The next heist is to get Eva a birthday gift, and you get the sense that the heist itself is the real gift. This whole criminal enterprise seems like part of an elaborate sex game, but then you probably guessed that from the gimp suit. Diabolik’s relationship with Eva is surprisingly romantic. They are one of very few movie couples that start their film in love and remain in love for its entirety. They’re passionate, they enjoy each other’s company, and they’re true partners who trust and respect each other. The movie captures some of the intoxicating narcissism of being in love. The feeling that the two of you are the only people in the world who really exist.

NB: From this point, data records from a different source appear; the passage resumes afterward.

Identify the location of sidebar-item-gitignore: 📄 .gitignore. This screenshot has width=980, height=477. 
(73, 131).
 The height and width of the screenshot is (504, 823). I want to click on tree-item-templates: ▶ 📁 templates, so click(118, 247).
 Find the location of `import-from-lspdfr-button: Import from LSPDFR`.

Bava’s approach is to imitate the comics by creating carefully composed images and then cutting all the nonsense that comes between them. It gives the film a distinct rhythm and a heightened sense of unreality, keeps everything just a bit off balance. There’s a real anarchic glee to the lack of structure here. Diabolik does what he wants. He crashes the police chief’s press conference and releases laughing gas. And that’s it. No profit, just thought it would be funny. Later he blows up the whole country’s tax records, beating Brad Pitt by three decades. Again this is just for fun. When a mobster threatens to throw him off an airplane, he grabs the man and jumps and the plane explodes behind him, because all vehicles explode when Diabolik exits them. He interrogates the man in freefall, the mobster begging him to pull his parachute the whole time. Diabolik seems unaware of the concept of mortality.

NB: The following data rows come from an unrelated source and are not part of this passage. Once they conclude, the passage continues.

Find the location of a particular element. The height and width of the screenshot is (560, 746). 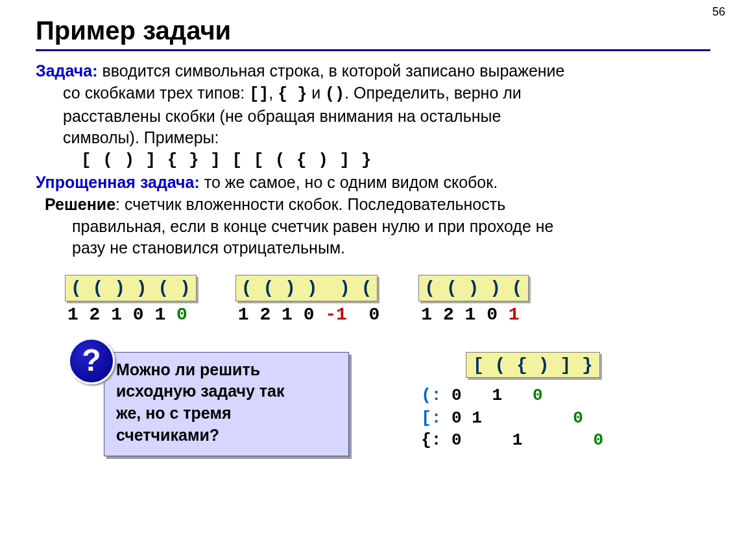

question-line-1: Можно ли решить is located at coordinates (226, 370).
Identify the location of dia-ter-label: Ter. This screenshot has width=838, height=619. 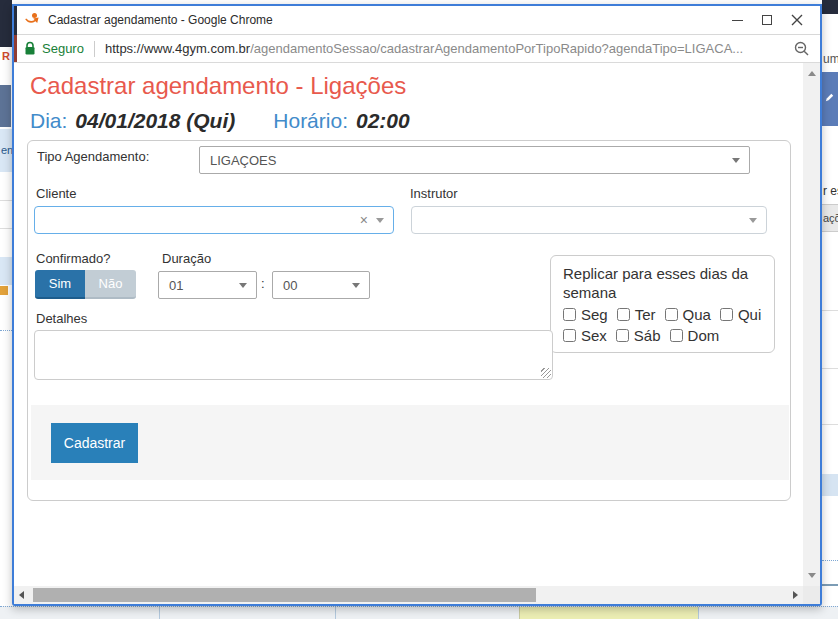
(646, 314).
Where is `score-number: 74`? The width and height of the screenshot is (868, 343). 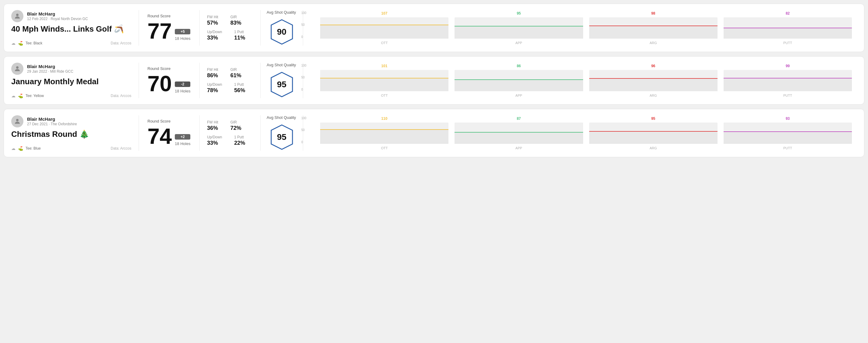 score-number: 74 is located at coordinates (160, 136).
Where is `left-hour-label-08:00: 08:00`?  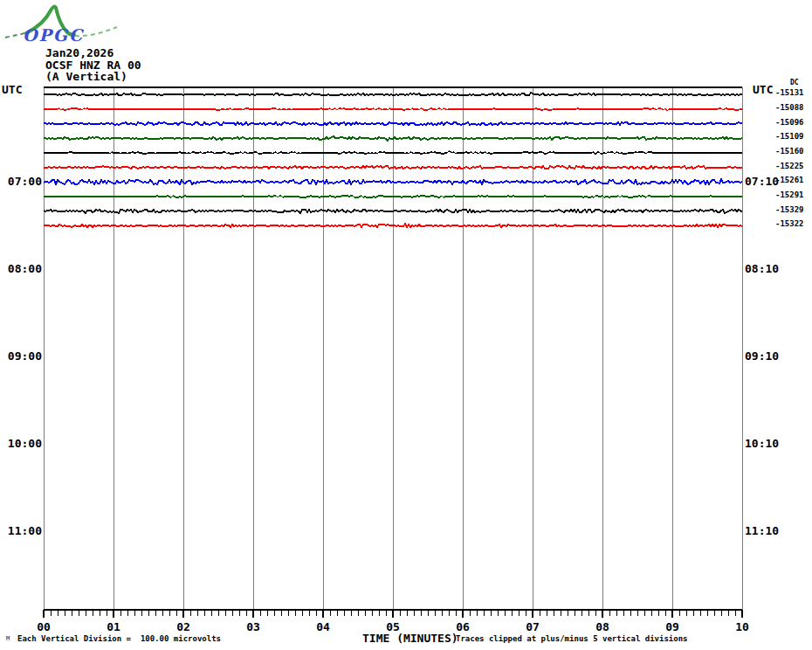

At one point, Diabolik is being chased up a tower and he runs past a catapult, and I can’t tell you the last time a movie made me this outright giddy. The police bust through the door just as he’s launching himself off the catapult, and they still shoot at him and then rush down the tower to arrest his corpse. These cops know what world they live in. And a man catapulting himself off a 200-foot tower onto the jagged rocks below with no parachute is not a suicide if that man is Diabolik, because gravity knows better than to get on Diabolik’s bad side. Ah! But he has not catapulted himself to sure and sudden death! He has simply removed his clothes, put them on a lifelike dummy of himself (of course this guy carries an inflatable sex doll modeled after himself) and escapes down the tower in the nude. When he finally gets cornered he escapes by simply dying and returning to life later during his autopsy.
Diabolik works on Roadrunner rules. He’s an unbeatable trickster god. It isn’t just that he wins, it’s that he wins so completely and effortlessly that anyone who challenges him seems like a fool. It’s both the biggest pleasure and biggest weakness of this movie. It will try to set up a plot, say the police making a deal with a mobster to kill Diabolik, and then two scenes later the mobster will be dead and Diabolik will be destabilizing the global economy just for shits and giggles. He’s no more interested in succumbing to the schemes of the screenwriter than he is to the schemes of the police.
The film ends in the only way it could end. Diabolik has encased himself in gold and been apprehended by the police who are displaying him as a corpse statue. Eva shows up to mourn him, but he’s not dead! and he communicates an escape plan entirely with his eyebrows. He then winks at the camera and laughs maniacally as we fade to black.